Yes, there is still a gap but it's closing. Considering the simplified propulsion design of an electric vehicle, the gap is actually smaller than shown here, maybe 700 Wh/kg usable energy by 2021. Anyway, isn't energy density per volume more appropriate than per weight?

-Knut

Knut:

Your analysis is correct, but you did not take it far enough.

True, the conversion factor of stored electrical energy to torque is about 0.9, but one must factor in the source of the electrical energy. The energy comes from the power grid which has a thermal efficiency of about 0.45. Then, the overall factor is 0.45 x 0.9 = 0.4. Modern engines are about 0.35, and with increases in the efficiency of power transmission to the drive wheels, petrol power is nearly as efficient as electric power.

Thermodynamically, it all comes down to the fact that stationary power plants are more efficient than mobile ones, and so electric vehicles will enjoy a slight edge over petrol power. But then, there is that factor of energy cost to produce, and ultimately recycle batteries ......

Slick
 
Hi Slick, the recent discussion was about energy density for propulsion, i.e., topics confined to the vehicle.
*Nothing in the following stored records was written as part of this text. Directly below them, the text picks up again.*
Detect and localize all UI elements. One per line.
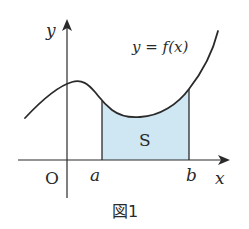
y-axis-label: y [45,20,56,40]
curve-label: y = f(x) [131,38,188,56]
region-label: S [139,130,151,150]
x-mark-a-label: a [90,165,100,185]
x-axis-label: x [215,168,225,188]
figure: y y = f(x) S O a b x 図1 [0,0,249,229]
figure-caption: 図1 [112,202,138,221]
origin-label: O [45,168,59,188]
x-mark-b-label: b [186,165,197,185]
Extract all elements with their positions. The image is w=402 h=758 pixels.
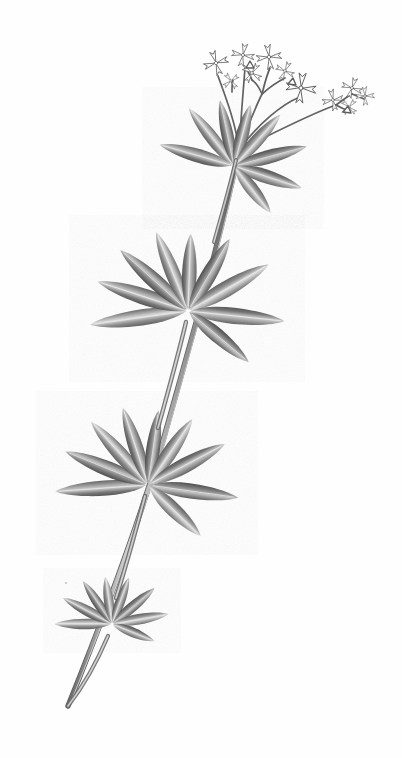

In response to your comment, thermal efficiency varies greatly with how the power grid is supplied. Hydropower plants, solar, wind and ocean wave farms have a "thermal" efficiency of 1.0 (no exhaust). Nuclear powerplants need cooling but they do not contribute to greenhouse emissions either, thus have a corresponding thermal efficiency of 1.0 . Same goes with geothermal powerplants.

Thermal efficency of coal burning powerplants can be greatly increased by designing them for heat-power (i.e., utilising "waste" heat for heating buildings , agriculture and process industries, which will nullify emissions with those recipients). This is quite common in Europe but probably less so in North America. Catching CO2 is viable only with large stationary powerplants.

-Knut
 
Gonna get flak from more than a few here I expect, but here is a well researched rebuke on this thread's title:

 
Most cars which run on LPG are dual fuel. Why couldn't hydrogen and petrol be used in the same way in an electric powered hybrid ? If you got stuck, you could just sith there for a time with the engine running on hydrogen or petrol while charging up the batteries. Then drive on.
 
When I renewed my house and contents this year the nice lady asked me if I had solar panels on my roof. I told
her no, but asked why the insurance company wanted to know. She said if my house was on fire the fire brigade
would not be able to use water ! Presumably as water and electricity do not mix well.
I've no idea if this is true or wide spread?
 
Electric vehicles are far from a perfect solution to poor air quality, but try to remember the first gasoline-powered vehicles ran less than 15 mph and were required to have a flagman walking ahead so as to warn horse-powered vehicles (and individual horses) of it's approach.

Electrics are in their infancy now because they were poo-pooed out of existence by their (relative) inefficiencies when compared to fuel-burners. The "dead ends" and "it will never work"s are just echoes of things that have been said before about present technologies. All the major vehicle manufacturers and all the oil companies are involved in r&d for electric vehicles. I don't think they'll give up tomorrow due to skepticism over their viability.

There's money to be made now and even more when battery technology takes it's next leap, or someone invents a viable hydrogen-electric hybrid or figures out how to miniaturize fusion reactors. It's happening and while it's easy to sit back and be cynical, just as it has been on climate change, the "conventional wisdom" is changing nearly as fast as the tech.

I always use the trash analogy; If trash were valuable, nobody would toss it out the window of their cars. Make packaging viably recyclable and profitable and you solve the trash problem. If someone can make a profit doing something currently thought to be impossible, it will likely happen over time. Electric vehicles are happening, cynicism not withstanding.